DHS needs to make use of AI to guard homeland safety
Alejandro Mayorkas, secretary of the U.S. Division of Homeland Safety, speaks throughout a brand new convention in Brownsville, Texas, U.S., on Thursday, Aug. 12, 2021.
Veronica G. Cardenas | Bloomberg | Getty Photographs
WASHINGTON – The Division of Homeland Safety will set up a brand new job drive to look at how the federal government can use synthetic intelligence expertise to guard the nation.
DHS Secretary Alejandro Mayorkas introduced the duty drive Friday throughout a speech at a Council on International Relations occasion. It comes as fashionable AI instruments like ChatGPT have captured the general public’s consideration and triggered hopes and fears about the way it is likely to be used sooner or later. Mayorkas’ announcement reveals that the Biden administration is searching for methods to embrace AI’s potential advantages, whereas pondering via the attainable harms.
“Our division will lead within the accountable use of AI to safe the homeland,” Mayorkas stated, whereas additionally pledging to defend “in opposition to the malicious use of this transformational expertise.”
He added: “As we do that, we’ll be sure that our use of AI is rigorously examined to keep away from bias and disparate impression and is clearly explainable to the individuals we serve.”

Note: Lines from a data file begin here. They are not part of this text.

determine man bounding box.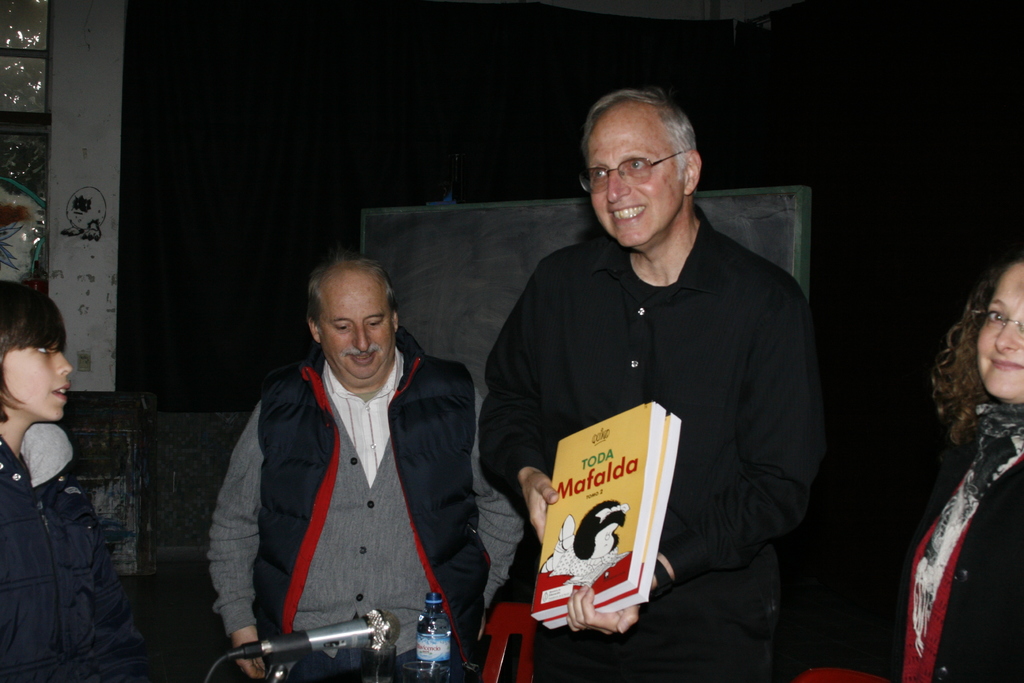
Determined: select_region(480, 88, 829, 682).
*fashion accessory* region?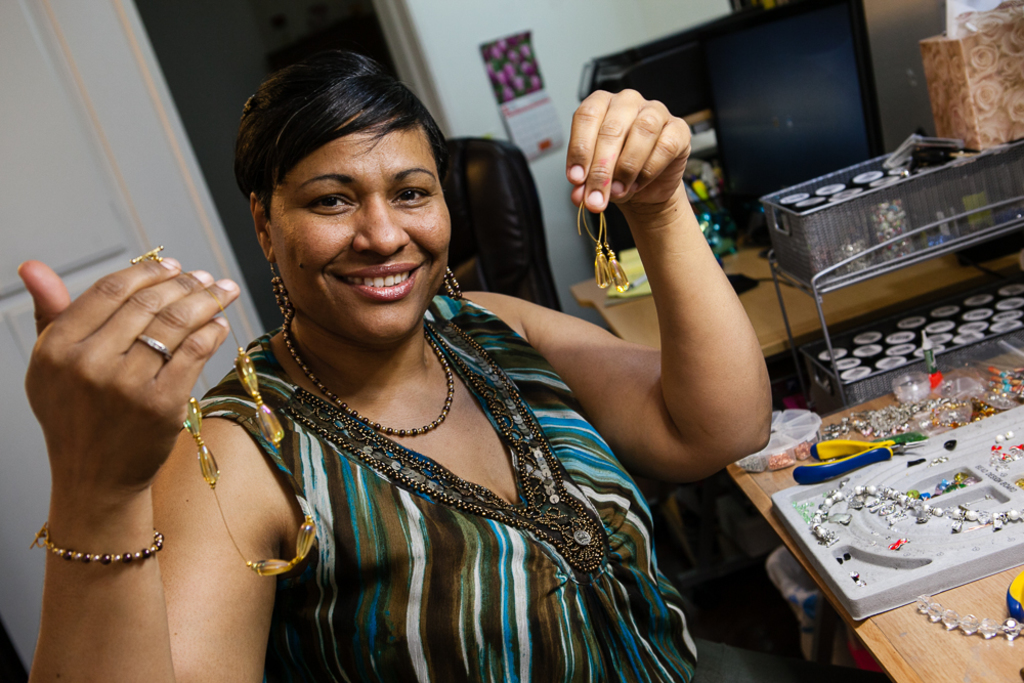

Many tech leaders have raised considerations concerning the speedy growth of so-called generative AI fashions, fearing that their development and potential harms will outpace the flexibility to enter affordable safeguards. However on the identical time, tech corporations creating superior AI fashions and policymakers acknowledge the U.S. is in a fast-moving race in opposition to China to create the most effective AI.
Mayorkas gave two examples of how the duty drive will assist decide how AI could possibly be used to fine-tune the company’s work. One is to deploy AI into DHS programs that display cargo for items produced by pressured labor. The second is to make use of the expertise to raised detect fentanyl in shipments to the U.S., in addition to figuring out and stopping the circulation of “precursor chemical compounds” used to supply the harmful drug.
Mayorkas requested Homeland Safety Advisory Council Co-Chair Jamie Gorelick to check “the intersection of AI and homeland safety and ship findings that may assist information our use of it and protection in opposition to it.”
Subscribe to CNBC on YouTube.
WATCH: Can China’s ChatGPT clones give it an edge over the U.S. in an A.I. arms race?